Monday, September 08, 2008

Priest ordered to give up seat

The Vatican has ordered an outspoken Bloc Québécois MP to quit his seat in the House of Commons and return to his job as a Roman Catholic priest.

Rev. Raymond Gravel said the decision was due to a backlash in English Canada over his "misinterpreted" comments on abortion, but that he had no choice but to follow his original calling.

"My first mission in life is to be a priest, not to be in politics," he said in an interview.

Father Gravel, 55, is a former prostitute who became a priest in his mid-20s. He worked on behalf of the poor and the elderly after being elected to the House of Commons in a 2006 by-election in the Quebec riding of Repentigny.

He said he recently received a letter from Cardinals Claudio Hummes and William Levada, the Vatican officials responsible for the church's clergy and doctrine of faith, instructing him to quit politics.
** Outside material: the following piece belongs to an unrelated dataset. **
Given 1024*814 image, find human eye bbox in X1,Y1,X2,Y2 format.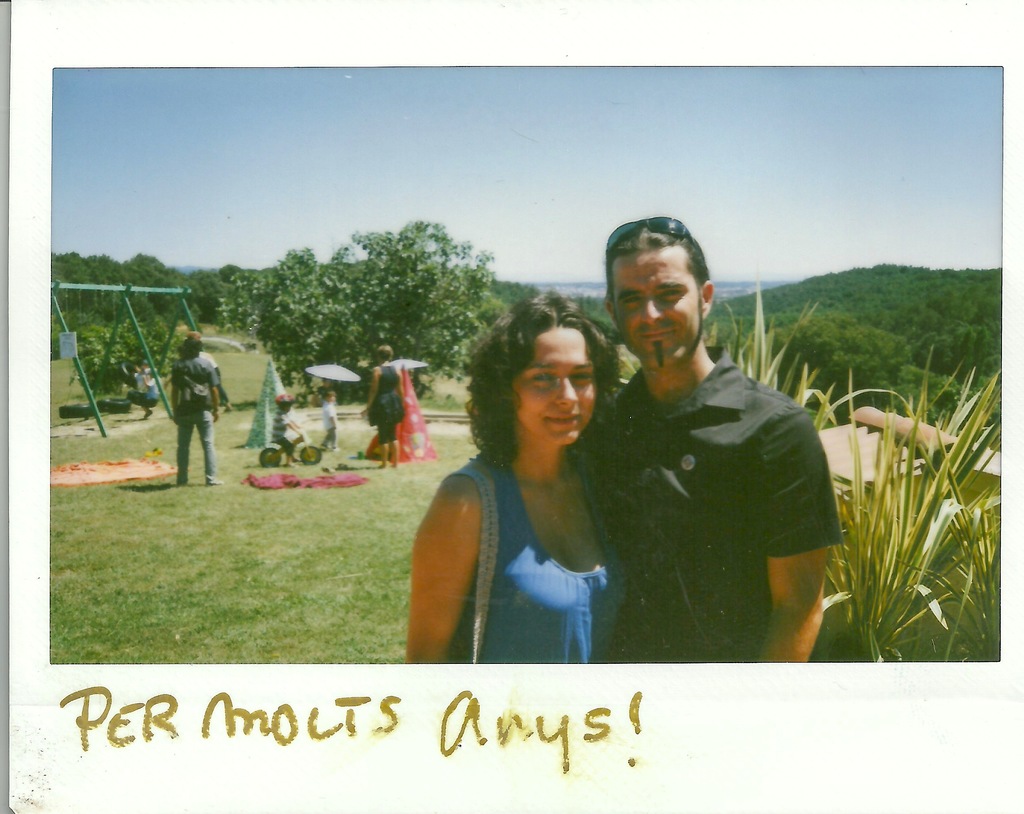
563,368,593,384.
The package also included letters and articles - mostly in English - condemning Father Gravel's stand on issues such as abortion and homosexuality.

"Every time he said something controversial in the House, there was a group of people who sent letters of complaints here and in Rome," a Canadian church official said. He would not say who wrote the letters.
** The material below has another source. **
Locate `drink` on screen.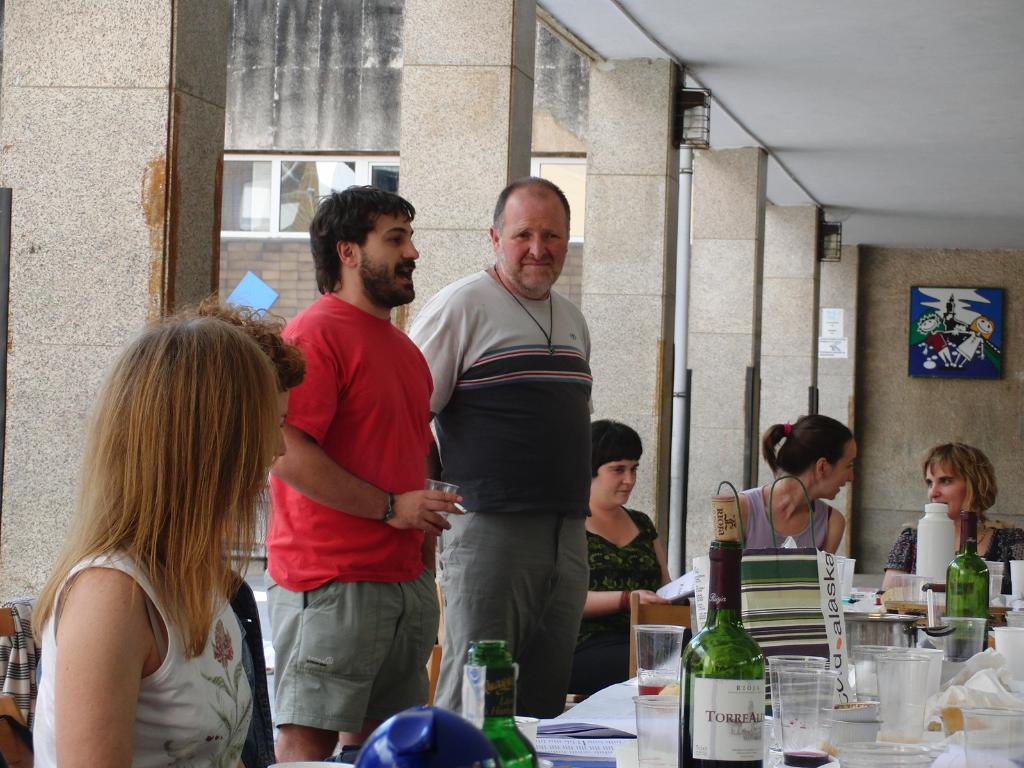
On screen at rect(677, 496, 767, 767).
The official said Father Gravel would have been allowed to stay in the House of Commons had he abided by the church's original conditions, which were to abstain from voting on or debating issues affecting Catholic doctrine.

Father Gravel first made national headlines as a priest in 2003, when he attacked the church's opposition to same-sex marriage. As a Bloc MP, he spoke out against a private-member's bill that would have made it a crime to take the life of a fetus - a bill that was largely seen to be supported by anti-abortionists. And Father Gravel recently called for calm in the wake of the controversy surrounding the awarding of the Order of Canada to Henry Morgentaler.

"I am against abortion, but I am not in favour of the pro-life campaign that condemns all women who get an abortion," he said yesterday.

The Catholic Church has long struggled with whether to allow its priests to take on a political role. Pope John Paul II vigorously opposed the "liberation theology" in which Catholic officials collaborated with left-wing politicians in Latin and South America.

In 1984, the Vatican also ordered Rev. Robert Ogle to give up his New Democratic Party seat in the House, in a bid to avoid a blurring of lines between the secular and spiritual worlds. Like Father Gravel, Father Ogle chose the priesthood.

"I'm a priest and I made it very clear when I was first nominated that I was a Catholic priest and that if I couldn't be a priest in this role that I was assuming I would leave that role," Father Ogle said at the time.

One of the newspaper articles the Vatican included in its letter to Father Gravel was written this summer by Rev. Raymond de Souza, a Catholic priest in Kingston, Ont., for The National Post. The article attacked the Bloc MP's views on abortion and the fact Father Gravel used his public post to put these views to the public.

"There are occasions when crackpottery is newsworthy in itself - not for the crackpot's argument, but for his identity," Father de Souza wrote. "Gravel is a poseur who has made a very successful career for himself filling a niche that no publicist can resist, namely the Catholic priest who goes about slagging the Church."

After sporadically acting as a male escort in his late teens and early 20s, Father Gravel became a bartender, pursued a degree in theology at the University of Montreal and, at 25, decided his calling in life was to become a priest.

He was also a card-carrying Parti Québécois and Bloc Québécois member and often publicly defended his nationalist views. Even while officiating at mass, he often wore a bright blue stole with a white fleur-de-lys on one side and the cross of Jesus on the other.

As a priest, Father Gravel was a critic of the church's position on same-sex marriage and abortion rights, but he also pointed out that the Church and the Bloc were on the same page when it comes to social programs and poverty.